O’Briens agree to football ground sale
A successful bidder has been identified and if the deal is finalised, it would see Mr O’Brien’s family trust surrender a long-term lease to the former home of Doncaster Rovers Football Club.
The tribunal spent a number of years probing the acquisition of the site by the O’Brien family.
And, although it never established a direct link to Mr Lowry, it concluded the arrangement was set up to reward the former minister.
The Belle Vue ground in Doncaster was bought by a company owned by the O’Brien family trust in August 1998 for Stg£4.3m.

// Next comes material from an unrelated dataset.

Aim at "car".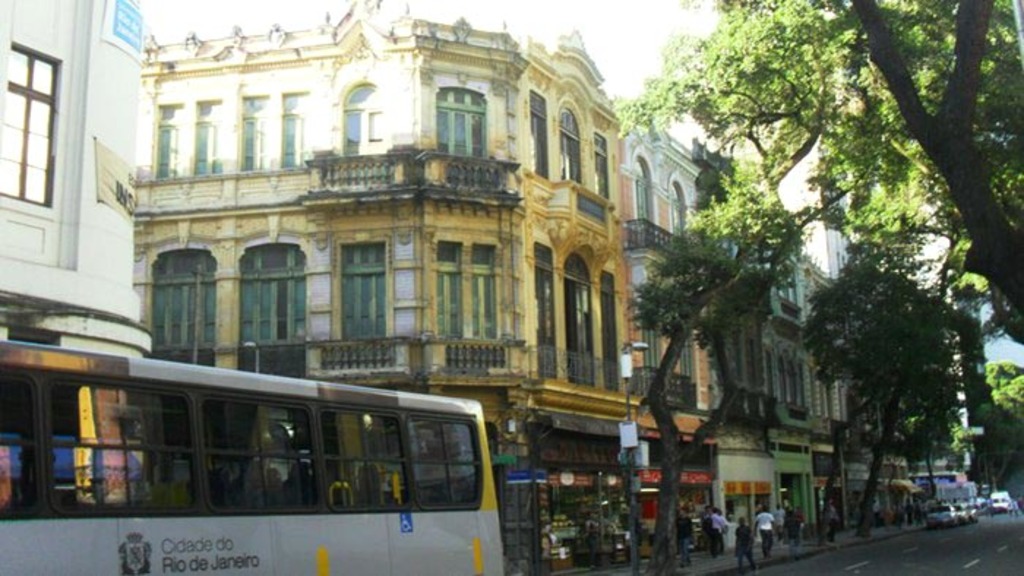
Aimed at x1=926 y1=499 x2=958 y2=535.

It was key to a plan to take over the lower-league football club in order to access and develop its four-hectare town-centre site.
However, the ground has remained vacant and dilapidated in recent years after the sporting side of the business was sold and the team relocated to a newly built stadium nearby.

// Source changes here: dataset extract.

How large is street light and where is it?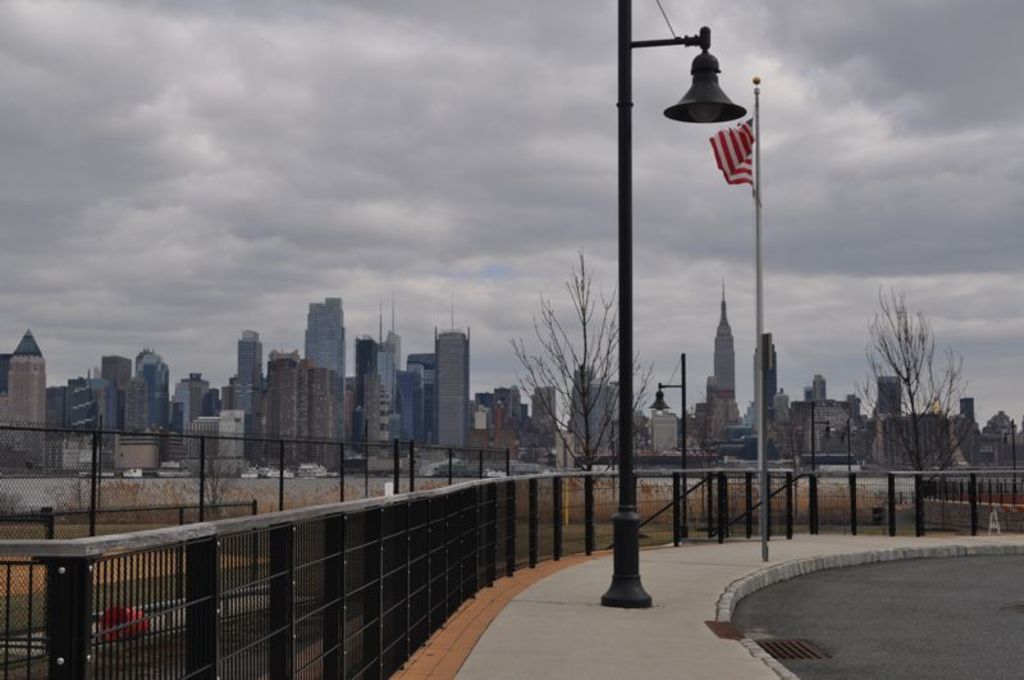
Bounding box: locate(641, 353, 690, 534).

Last year, press reports in Doncaster suggested the proceeds of the impending sale will be divided evenly between the council and Mr O’Brien’s company.

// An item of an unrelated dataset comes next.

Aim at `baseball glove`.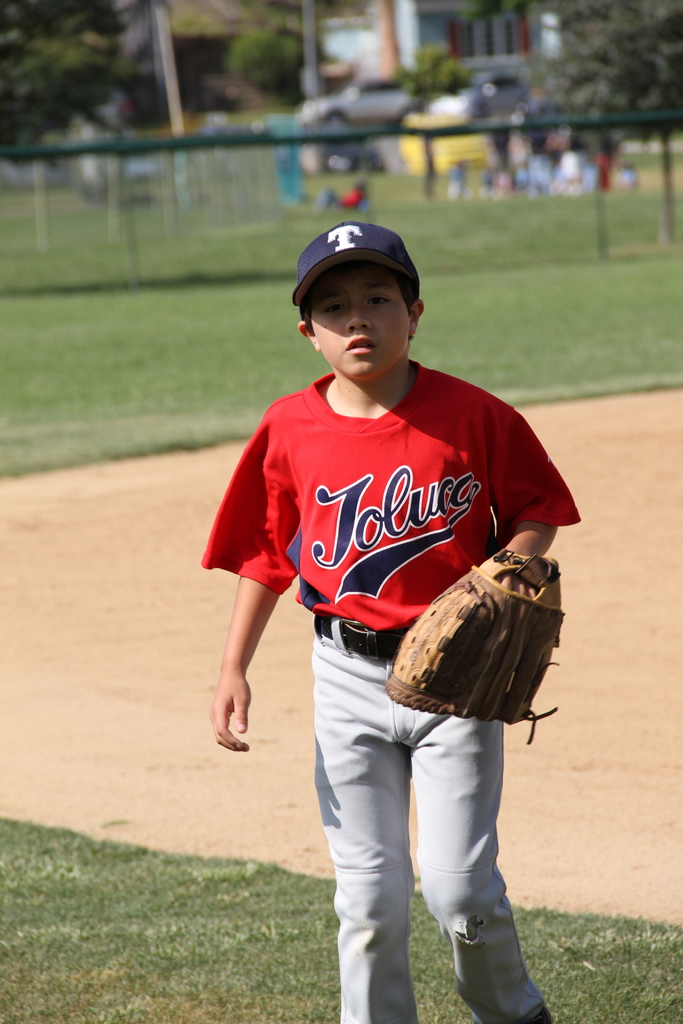
Aimed at l=379, t=545, r=566, b=738.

Mr O’Brien’s company, Doncaster Rovers Football Club Ltd, has more than 50 years remaining on the lease for its portion of the site. DRFC Ltd is owned by Westferry Ltd, which in turn was controlled by an O’Brien family trust.
A statement on behalf of the O’Briens said that Mr Lowry never had any “hand, act or part” in the purchase of shares related to Don-caster Rovers and not one of the 10 tribunal witnesses who gave evidence on the deal said the former minister was involved.
The site was jointly marketed by DRFC Ltd and Doncaster Council last year.
According to a tender brochure released by Doncaster Council, the O’Briens’ company has agreed to give up the lease once the sale is complete.
The council said a preferred bidder had been agreed and the parties would be reviewing contracts this month. “The proposed sale is conditional on the buyer obtaining planning permission for residential development and the buyer will be submitting an a planning application shortly after exchange of contracts.”
Until these were signed, it would not comment on the price agreed or the compensation that will be paid to the O’Briens’ company. “This remains commercially sensitive information pending exchange of contracts.”
The tribunal was never able to establish a clear link between Mr Lowry and the Doncaster deal.
And the suggestion that Mr Lowry was involved in the Doncaster project was denied by him, Mr O’Brien and the other connected parties who gave evidence.
However, in its conclusions, the tribunal said while it would not comment on how Mr Lowry may have been involved in the transaction, it said it was satisfied the deal was intended to result in a “payment to, or the conferral of a pecuniary advantage on, Mr Lowry by Mr Denis O’Brien”.
Under the original terms, land agent Kevin Phelan was in line to claim 40% of the profits from the resale of the Doncaster property for his work preparing the plan.